Operation Moonshot, the government’s ambitious plan to test the entire population for coronavirus infection, launches in Liverpool today.
Everyone living or working in Liverpool will be offered repeat tests, whether or not they have symptoms.
Liverpool is the pilot project for ministers’ big vision of weekly testing of the entire population – covering up to 10 million people across England a day. Many people support mass testing, which could allow a return to workplaces, socialising and going to the theatre and football matches without the fear of spreading infection.
Mayor Joe Anderson said the testing pilot could save lives, stop hospitals being overwhelmed and “get the city out of tier three restrictions”.
The pilot will last for approximately two weeks, the government said.
But Liverpool’s director of public health Matthew Ashton told BBC Breakfast it could last longer, saying he wants “to make sure [the pilot is] long enough for us to be able to see the impact”.
People will be offered a mix of existing swab tests and new lateral flow tests, which could provide a result in 20 minutes without the need to use a lab.
New test sites have been set up across the city, in schools, universities, work places and care homes.
Six test centres for people who do not have symptoms will be open from 12:00 GMT until 19:00, with more sites planned. There are appointments available at different testing centres for those with symptoms.
Meanwhile, a leading scientist has warned the Serco Test and Trace system has made no difference to the spread of coronavirus in the UK.
James Naismith, professor of structural biology at Oxford University, told BBC Radio 4’s Today programme the system “hasn’t been effective at all” and was only reaching a fraction of the number of people who should be contacted.
He said: “The point of the system is you need to get a large number of the contacts and break the chains of transmission at a large scale for the Track and Trace system to be effective.
“Given that you miss over half right at the start and then as you walk through the various losses through the system you are actually reaching 20% of the contacts you want to reach overall.
“Given where we are now in infections, it is not until we get proper mass testing that the system can really recover.”
About 2,000 military personnel are helping deliver the tests.
Liverpool City Council has said it is particularly keen to test health and care workers, teachers, school pupils and university staff and students, although everyone is being asked to come forward.
But in the drive to bring about a return to normal life as quickly as possible, the government appears to be endorsing technologies that have limited or questionable accuracy data.
Hope is being invested in saliva tests, but there is no good published data yet, and it is clear they will often miss low levels of the virus in people who have no symptoms. The main one to be offered to the general public in Liverpool is the Innova test, which Porton Down has approved as effective – but only using nose swabs. No data has so far been published on its effectiveness with saliva.
The test is a lateral flow device, which looks and works like a pregnancy test, and is made in China by Biotime Biotechnology for the US company Innova Medical. It is supplied in the UK and Europe by a micro-company called Tried and Tested, which has no office and operates out of a house in Wallingford, Oxfordshire.

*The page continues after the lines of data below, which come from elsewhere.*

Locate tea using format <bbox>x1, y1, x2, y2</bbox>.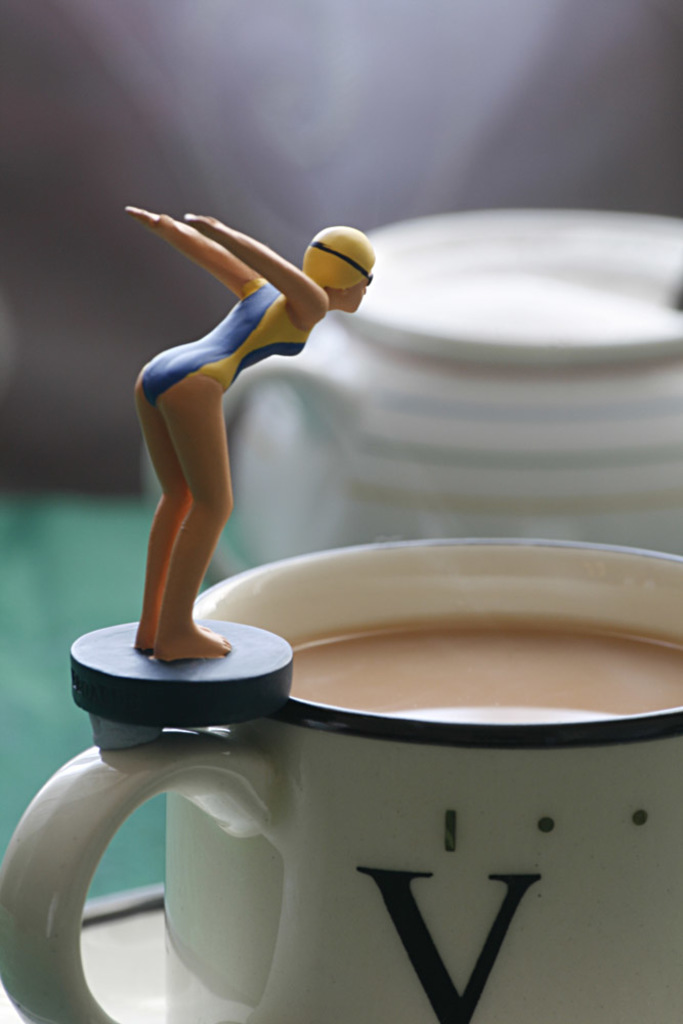
<bbox>268, 629, 682, 730</bbox>.
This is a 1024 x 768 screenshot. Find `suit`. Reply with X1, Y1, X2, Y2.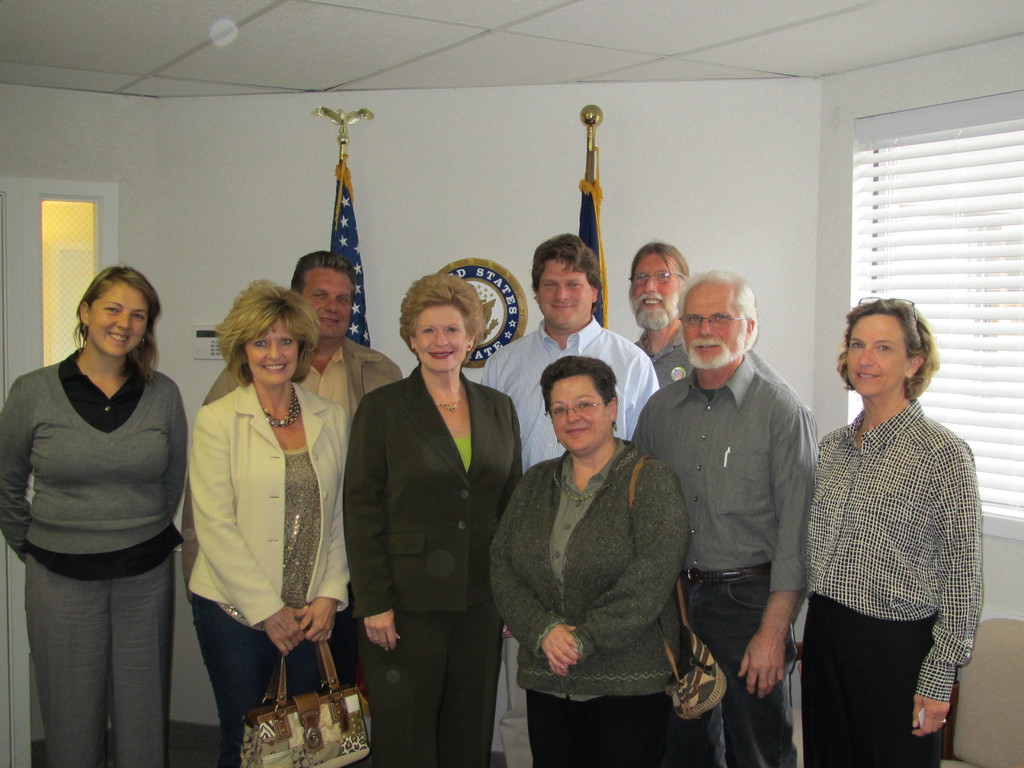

The government has signed a contract worth £138m with Innova without a tender, as is permitted in the emergency. “The lateral flow tests were identified as strictly necessary to meet the demand to scale up the mass testing programme in the UK,” says the contract.
British companies say they are perplexed. “I’m surprised and disappointed as a UK manufacturer and having worked in the industry for some time. There are lots of people with tests available in the UK at the moment,” said Christian Stephenson, the chief development officer at the Manchester-based Medusa 19.
It has been unable to get its rapid test evaluated by the government because it works using antibodies – although it is an infection test. But it is now in a trial in Spain, which is likely to lead to orders there.
Dr Emily Adams, a senior lecturer in diagnostics for infectious disease at the Liverpool School of Tropical Medicine, said her team was trying to help with the choice of tests for the city. They evaluated rapid lateral flow tests for the international NGO Foundation for Innovative New Diagnostics (Find), which led to tests developed by SD Biosensor and Abbott being approved by the World Health Organization.
“Our data is not being used nationally, which is a shame,” she said. “In principle, I really agree with mass testing, especially in high-prevalence areas and high-risk groups.” But, she added, “the right tests need to be implemented and we need to make sure that locally that will be the case”.
Evaluation data was needed for the tests that had been chosen for Liverpool, she said. She was disappointed that England was not embracing the WHO-approved tests, as many other countries are.
If somebody tests positive with a lateral flow test, they will be offered a second, PCR test, to confirm it. PCR swab tests are the gold standard for diagnosis but have to be run on lab equipment, so are slower.
Picking up any infections that would otherwise have gone unnoticed because people have no symptoms has to be good. But there are concerns that a false negative test may lead people to assume they have no infection when they do.